2003 Seattle Annual Meeting (November 2–5, 2003)

Paper No. 9
Presentation Time: 10:50 AM

LOW LATITUDE CONTROL OF MARINE PRODUCTIVITY OFF THE WESTERN MARGIN OF NORTH AMERICAN DURING THE LAST 52 KA?


ORTIZ, Joseph1, O'CONNELL, Suzanne2, DELVISCIO, Jeffery2, DEAN, Walter3, CARRIQUIRY, Jose4, MARCHITTO, Thomas5, ZHENG, Yan6 and VAN GEEN, Alexander7, (1)Dept. of Geology, Kent State Univ, Kent, OH 44242, (2)E&ES, Wesleyan Univ, 265 Church St, Middletown, CT 06459, (3)USGS, Earth Surface Processes, Denver, CO 80225, (4)Instituto de Investigaciones Oceanologicas, Universidad Autonoma de Baja California, Ensenada, Mexico, (5)INSTAAR and Dept. of Geological Sciences, Univ of Colorado, Boulder, CO 80309, (6)School of Earth and Environmental Sciences, Queens College, C.U.N.Y, 65-30 Kissena Blvd, Flushing, NY 11365, (7)LDEO, Palisades, NY 10964, jortiz@kent.edu

The influential study of Behl and Kennett (1996) on the laminations of the Santa Barbara Basin (SBB) off Southern California has linked shifts in bottom water oxygen content to the millennial-scale, interstadial climate events recorded in the GISP-2 and GRIP oxygen isotopic records from Greenland ice. Here we demonstrate clear correlations between these high-resolution polar ice core records, and records of sediment diffuse spectral reflectance, organic carbon, and calcium carbonate concentration, in cores raised from the Magdalena margin off Baja California, Mexico. The Magdalena margin site exhibits a remarkably linear sedimentation rates of ~30 cm/ka over the past 52 ka and is located ~1500 km south of the Santa Barbara Basin. The distal location of the Baja site relative to the ventilation zones of the Northwest Pacific and its proximity to the equatorial Pacific, calls into question the relative importance of high latitude ventilation versus low-latitude productivity changes as the dominant mechanism controlling sedimentary organic carbon content along the eastern margin of North America. We evaluate the relative importance of these two mechanisms using multiple proxies of marine productivity, and foraminiferal fragmentation as a proxy for carbonate dissolution. At the Magdalena margin site off Baja California, peaks in organic carbon content which occur during warm interstadial events correspond to maxima in benthic foraminiferal absolute abundance that are as much as two order of magnitude greater than those observed during cool stadial events. The maxima in benthic foraminiferal accumulation likely represent minimal estimates of the true accumulation as they occur at time of slightly greater carbonate dissolution as measured by the absolute concentration of foraminiferal fragments. These results suggest a mechanism arising from changes in marine productivity, rather than the ventilation of the north Pacific as was originally proposed. One possible interpretation is that the deep nutricline and low productivity in the region associated with modern El Nino conditions was dominant during the cooler climate intervals of the past 52 ka.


From the line that contains "is (1228, 561)." to the end of the entries, write out every line exactly, including both ends, and nothing more.

#### The data ####

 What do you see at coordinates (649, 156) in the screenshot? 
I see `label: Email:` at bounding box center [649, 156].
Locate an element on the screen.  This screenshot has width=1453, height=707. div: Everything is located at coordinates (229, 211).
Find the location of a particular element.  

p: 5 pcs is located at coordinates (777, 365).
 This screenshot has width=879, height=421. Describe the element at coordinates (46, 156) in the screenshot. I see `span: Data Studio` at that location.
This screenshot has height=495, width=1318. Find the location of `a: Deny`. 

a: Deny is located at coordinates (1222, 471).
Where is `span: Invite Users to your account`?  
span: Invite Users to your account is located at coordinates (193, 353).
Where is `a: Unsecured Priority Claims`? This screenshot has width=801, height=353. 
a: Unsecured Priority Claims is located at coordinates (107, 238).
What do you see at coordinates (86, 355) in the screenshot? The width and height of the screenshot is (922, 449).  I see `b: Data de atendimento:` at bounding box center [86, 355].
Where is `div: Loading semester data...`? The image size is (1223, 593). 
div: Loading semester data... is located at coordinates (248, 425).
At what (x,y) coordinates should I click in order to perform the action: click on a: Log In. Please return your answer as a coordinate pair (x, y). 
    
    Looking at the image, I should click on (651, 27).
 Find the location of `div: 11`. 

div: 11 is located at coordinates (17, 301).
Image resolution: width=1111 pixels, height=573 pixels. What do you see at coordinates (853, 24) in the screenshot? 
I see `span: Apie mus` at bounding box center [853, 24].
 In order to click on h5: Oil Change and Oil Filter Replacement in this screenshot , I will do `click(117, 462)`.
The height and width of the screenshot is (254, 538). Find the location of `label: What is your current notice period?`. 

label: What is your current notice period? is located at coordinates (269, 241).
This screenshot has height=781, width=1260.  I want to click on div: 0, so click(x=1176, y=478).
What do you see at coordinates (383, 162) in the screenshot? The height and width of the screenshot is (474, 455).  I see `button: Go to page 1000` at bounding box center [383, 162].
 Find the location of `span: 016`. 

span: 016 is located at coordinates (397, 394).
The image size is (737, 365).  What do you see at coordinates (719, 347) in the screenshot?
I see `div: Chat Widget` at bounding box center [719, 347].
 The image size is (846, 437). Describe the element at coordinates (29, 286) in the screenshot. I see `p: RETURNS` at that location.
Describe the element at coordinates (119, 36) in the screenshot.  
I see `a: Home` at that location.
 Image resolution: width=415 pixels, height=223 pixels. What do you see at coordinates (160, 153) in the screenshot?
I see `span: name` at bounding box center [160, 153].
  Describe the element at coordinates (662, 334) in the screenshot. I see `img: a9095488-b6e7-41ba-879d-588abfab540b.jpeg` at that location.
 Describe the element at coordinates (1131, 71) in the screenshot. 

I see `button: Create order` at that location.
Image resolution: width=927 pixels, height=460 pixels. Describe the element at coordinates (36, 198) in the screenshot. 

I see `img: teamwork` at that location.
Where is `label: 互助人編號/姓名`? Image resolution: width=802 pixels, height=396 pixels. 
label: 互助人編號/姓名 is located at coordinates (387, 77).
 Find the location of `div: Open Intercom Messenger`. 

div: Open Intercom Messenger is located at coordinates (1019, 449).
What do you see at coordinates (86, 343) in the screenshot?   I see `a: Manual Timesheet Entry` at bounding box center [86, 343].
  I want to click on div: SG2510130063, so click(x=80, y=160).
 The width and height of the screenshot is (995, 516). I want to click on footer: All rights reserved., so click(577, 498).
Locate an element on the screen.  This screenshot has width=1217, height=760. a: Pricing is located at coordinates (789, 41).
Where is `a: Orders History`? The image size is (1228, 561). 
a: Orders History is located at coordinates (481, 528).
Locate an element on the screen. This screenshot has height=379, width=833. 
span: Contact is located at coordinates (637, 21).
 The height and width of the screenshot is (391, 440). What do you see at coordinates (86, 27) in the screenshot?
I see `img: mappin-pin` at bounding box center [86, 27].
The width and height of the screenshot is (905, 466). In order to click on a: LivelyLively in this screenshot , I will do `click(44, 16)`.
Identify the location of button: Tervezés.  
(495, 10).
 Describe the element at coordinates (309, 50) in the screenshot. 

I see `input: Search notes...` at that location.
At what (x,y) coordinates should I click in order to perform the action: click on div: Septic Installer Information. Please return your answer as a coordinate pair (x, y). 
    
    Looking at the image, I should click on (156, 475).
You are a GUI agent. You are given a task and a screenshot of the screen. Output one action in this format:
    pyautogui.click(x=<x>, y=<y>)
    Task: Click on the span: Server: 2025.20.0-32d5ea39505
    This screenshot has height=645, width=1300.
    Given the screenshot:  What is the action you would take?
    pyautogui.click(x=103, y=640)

####

* Output below:
Where is `a: Orders History`? The image size is (1228, 561). 
a: Orders History is located at coordinates (481, 528).
Locate an element on the screen. This screenshot has height=379, width=833. 
span: Contact is located at coordinates (637, 21).
 The height and width of the screenshot is (391, 440). What do you see at coordinates (86, 27) in the screenshot?
I see `img: mappin-pin` at bounding box center [86, 27].
The width and height of the screenshot is (905, 466). In order to click on a: LivelyLively in this screenshot , I will do `click(44, 16)`.
Identify the location of button: Tervezés.  
(495, 10).
 Describe the element at coordinates (309, 50) in the screenshot. 

I see `input: Search notes...` at that location.
At what (x,y) coordinates should I click in order to perform the action: click on div: Septic Installer Information. Please return your answer as a coordinate pair (x, y). 
    
    Looking at the image, I should click on (156, 475).
You are a GUI agent. You are given a task and a screenshot of the screen. Output one action in this format:
    pyautogui.click(x=<x>, y=<y>)
    Task: Click on the span: Server: 2025.20.0-32d5ea39505
    This screenshot has height=645, width=1300.
    Given the screenshot:  What is the action you would take?
    pyautogui.click(x=103, y=640)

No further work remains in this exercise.